Midway through his tour of the construction projects that dot the UConn Health Center’s Farmington campus, Gov. Dannel P. Malloy paused to learn some details about one of the buildings, an outpatient care center slated to open in December 2014.

And to make a request.

“Would it kill you to have it done before Election Day?” Malloy asked the building’s project manager, Patrick Mulroy.

Connecticut’s economic recovery has been sluggish, not the easiest talking point for re-election. But the health center campus offers a concentrated glimpse at Malloy’s economic development strategy, with hundreds of construction jobs created by state-funded projects and longer-term hopes that a flourishing bioscience industry will emerge from the more than $1 billion Connecticut has put into luring companies and building labs and other facilities.

On Wednesday, the governor –- who has not declared whether he’ll be seeking another term next year –- toured the health center’s work-in-progress development and held a ceremonial bill signing for the latest bioscience measure, a $200 million investment fund aimed at helping small companies with grants, loans and other financial assistance over 10 years.

Claire Leonardi, CEO of Connecticut Innovations, which will administer the fund, said it’s intended to target the “valley of death” — that is, the segment of development where ideas tend to die. The goal is to use the money to help companies move forward to bring good ideas to market and stay in Connecticut while doing so, she said.

Malloy described bioscience as a rapidly growing industry, but one that Connecticut had failed to attract because, in the past, leaders hadn’t made the investments necessary to sustain the growth. That’s changed, he said.

“We are making the kinds of investments in the state of Connecticut that will allow us to grow in the next 20 years the way we should’ve grown in the last 22 years,” he said.
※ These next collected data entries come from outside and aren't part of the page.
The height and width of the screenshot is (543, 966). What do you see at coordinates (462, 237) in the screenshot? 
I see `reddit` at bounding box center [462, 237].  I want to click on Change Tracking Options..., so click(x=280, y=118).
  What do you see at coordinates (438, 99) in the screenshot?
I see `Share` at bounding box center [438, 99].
Malloy’s walking tour took him by the construction site of the new outpatient center, an unfinished 8-story building that will include exam rooms, faculty offices and conference rooms. The $203 million building, along with a parking garage set to open in November, are being financed privately, through TIAA-CREF.

The governor, followed by a horde of aides, reporters, photographers, legislators, health center faculty staff, faculty and officials, strolled through lab space and caught a glimpse of the construction outside John Dempsey Hospital, which is slated to get a major renovation and a new, 11-story patient tower.

It’s part of the $864 million Bioscience Connecticut plan Malloy proposed and signed in his first year in office. The plan followed years of failed attempts to craft a politically feasible way to improve Dempsey’s outdated facilities and the health center’s perennial financial woes. The price tag drew opposition from some legislators, as did the way it sped through the legislative process, receiving final approval just three weeks after the governor proposed it.

At the time, Malloy pitched the plan as an economic development measure, with projections that it would create about 3,000 construction jobs a year between 2012 and 2018, and 16,400 jobs by 2037. And it drew strong support from construction trade unions, whose workers had been hurting for jobs.

Ed Reilly, president of the Greater Hartford-New Britain Building Trades Council, said Wednesday that three years ago, unemployment was 50 percent in the building trades in Connecticut. He thanked Malloy and the legislature for helping to reduce that figure and said the state’s economy was on the right track, although he noted that “we’re not fully employed today.”

Bioscience Connecticut created about 700 construction and related jobs in its first year, and the number is expected to “rise significantly” in the next three years, according to Malloy’s office.

Down the hill from the hospital, Malloy passed by the frame of what will become the Jackson Laboratory for Genomic Medicine, the Connecticut headquarters for the Maine-based genomics firm Jackson Laboratory. The Malloy administration persuaded Jackson officials to come to Connecticut with the help of $291 million in state funds. In exchange, Jackson agreed to create at least 300 jobs within 10 years, including 90 senior scientists. Some critics of the plan raised questions about the price, saying it was too high for the number of guaranteed jobs. The Malloy administration has said the arrangement will ultimately help to generate 6,800 jobs.

The Jackson facility is scheduled to open in the fall of 2014. About 45 Jackson employees are already working in temporary space on the health center campus, and another 20 to 25 are expected to be hired soon.

UConn recently announced the first of 10 faculty members expected to be appointed between the university and Jackson.

Arielle Levin Becker covered health care for The Connecticut Mirror. She previously worked for The Hartford Courant, most recently as its health reporter, and has also covered small towns, courts and education in Connecticut and New Jersey. She was a finalist in 2009 for the prestigious Livingston Award for Young Journalists, a recipient of a Knight Science Journalism Fellowship and the third-place winner in 2013 for an in-depth piece on caregivers from the National Association of Health Journalists. She is a 2004 graduate of Yale University.